Devil In A Woodpile – In Your Lonesome Town
Ubiquitous in every other corner bar from Belmont Avenue to Roosevelt Road, this threesome — Rick Sherry on lead vocals, harmonica, clarinet, jug and washboard; ex-Bottle Rocket Tom Ray on doghouse bass; and newcomer Joel Paterson on slide guitar — comes on like Chicago’s answer to the Asylum Street Spankers. They like their blues straight-up and old-fashioned, a la the Geyer Street Sheiks sans fiddle and (more importantly) sans the rural America of the Great Depression. This isn’t to imply that these city boys haven’t the right to thump and jump the blues. Just don’t expect to hear anything you haven’t heard done better on a couple hundred Arhoolie records.
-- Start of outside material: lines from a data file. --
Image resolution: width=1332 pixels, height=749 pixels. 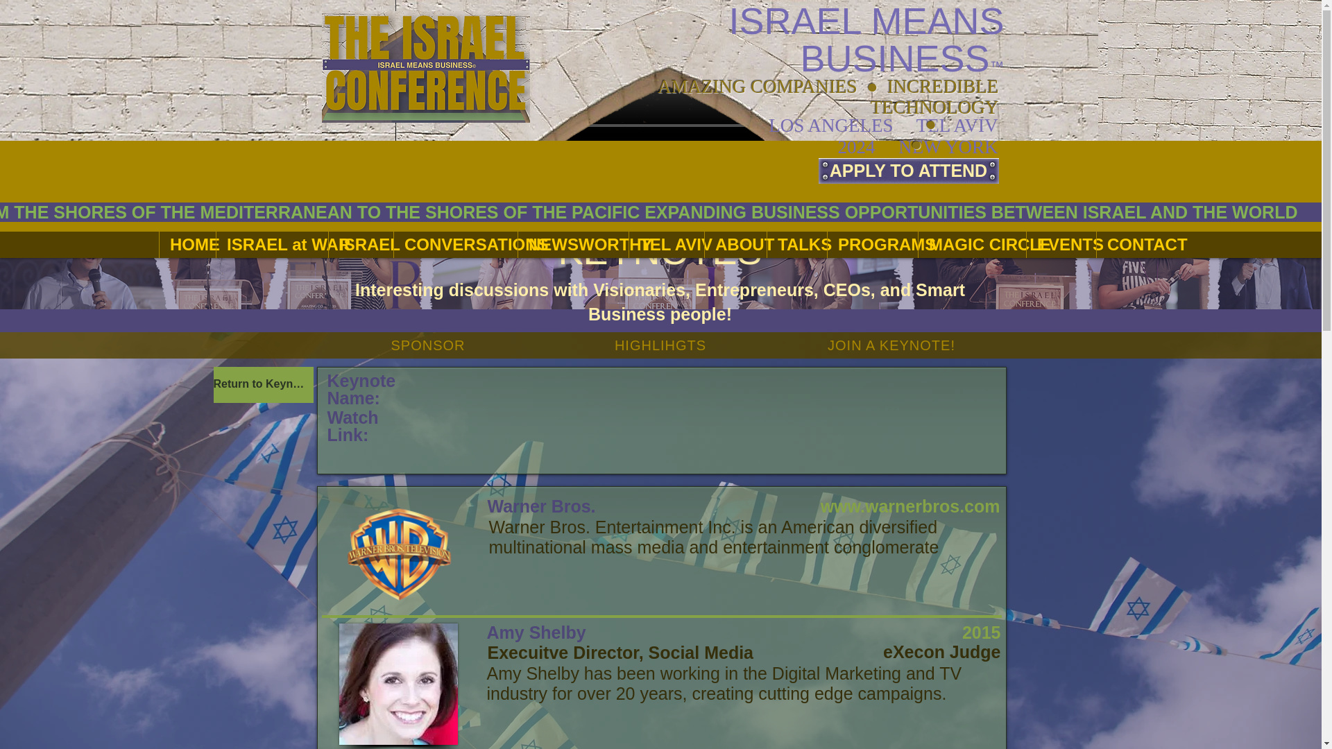 What do you see at coordinates (661, 346) in the screenshot?
I see `HIGHLIHGTS` at bounding box center [661, 346].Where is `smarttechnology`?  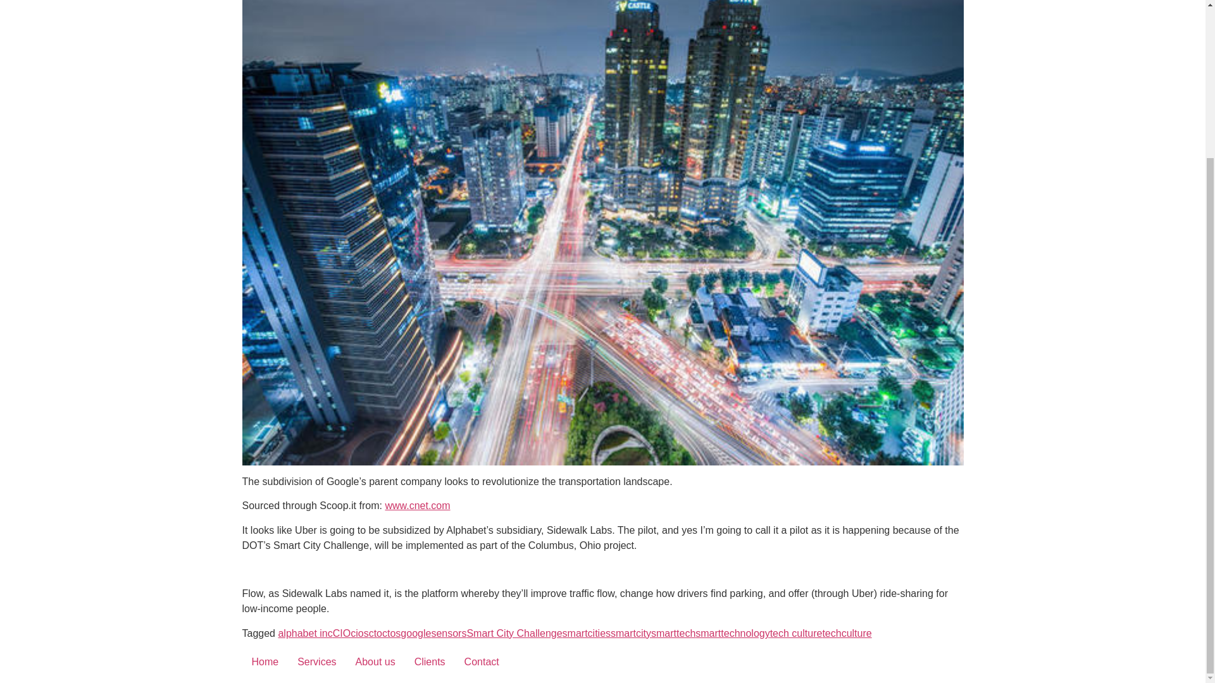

Settle, instead, for some serious toe-tapping ragtime rhythms and heaps of meat-and-potatoes blues (Big Bill Broonzy, Sonny Terry, Charlie Patton and Furry Lewis all get properly credited). The songs never stray from the old-time archetypes: drinking and train hopping, strutting and stomping, jelly rolls and good gals. Choices, in other words, are solid but unexceptional.
As it turns out, Ray’s dead-in-the-pocket bass runs and Patterson’s simultaneously trashy and poetic fingerstyle guitar work — especially on Sonny Boy Williamson’s “Until My Love Comes Down” — afford the greatest pleasures. Absent more surprising themes, and present Sherry’s blackface hamming, this admirably concise set could have gotten by, even thoroughly smoked, in a purely instrumental style.